Operations | Monitoring | ITSM | DevOps | Cloud

June 2020

Autoscaling an Amazon Elastic Kubernetes Service cluster

In this article we are going to consider the two most common methods for Autoscaling in EKS cluster: The Horizontal Pod Autoscaler or HPA is a Kubernetes component that automatically scales your service based on metrics such as CPU utilization or others, as defined through the Kubernetes metric server. The HPA scales the pods in either a deployment or replica set, and is implemented as a Kubernetes API resource and a controller.

Cloud-native benchmarking with Kubestone

Organizations are increasingly looking to containers and distributed applications to provide the agility and scalability needed to satisfy their clients. While doing so, modern enterprises also need the ability to benchmark their application and be aware of certain metrics in relation to their infrastructure. In this post, I am introducing you to a cloud-native bench-marking tool known as Kubestone.

Enabling multicloud K8s communication with Skupper

There are many challenges that engineering teams face when attempting to incorporate a multi-cloud approach into their infrastructure goals. Kubernetes does a good job of addressing some of these issues, but managing the communication of clusters that span multiple cloud providers in multiple regions can become a daunting task for teams. Often this requires complex VPNs and special firewall rules to multi-cloud cluster communication.

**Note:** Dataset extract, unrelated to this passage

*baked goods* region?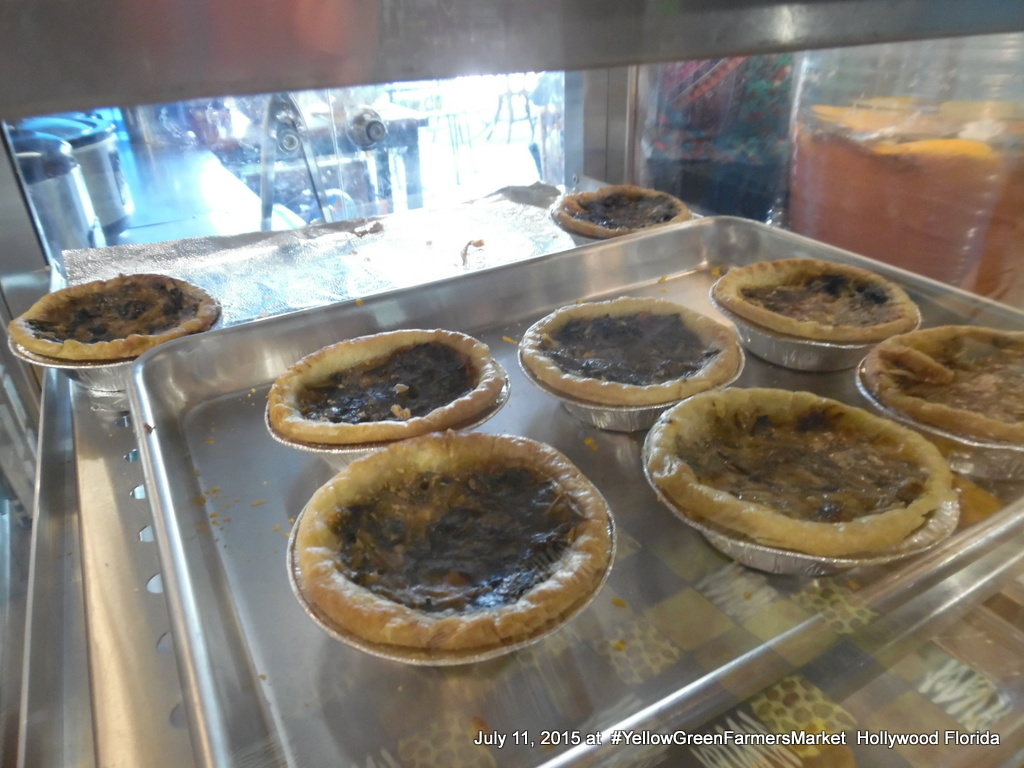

Optimize Ghost Blog Performance Including Rewriting Image Domains to a CDN

The Ghost blogging platform offers a lean and minimalist experience. And that's why we love it. But unfortunately sometimes, it can be too lean for our requirements. Web performance has become more important and relevant than ever, especially since Google started including it as a parameter in its SEO rankings. We make sure to optimize our websites as much as possible, offering the best possible user experience.

Introduction to KUDO: Automate Day-2 Operations (II)

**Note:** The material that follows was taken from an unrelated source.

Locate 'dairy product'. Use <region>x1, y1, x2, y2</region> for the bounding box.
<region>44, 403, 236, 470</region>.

In a previous article, we discussed KUDO and the benefits of it when you want to create or manage Operators. In this article we will focus on how to start to work with KUDO: Installation, using a predefined Operator and create your own one. Installing KUDO To install KUDO the first step is to install the CLI plugin in order to manage KUDO via CLI. Depending on your OS you can use a package manager like Brew or Krew, however installing the binary is a straightforward option to proceed.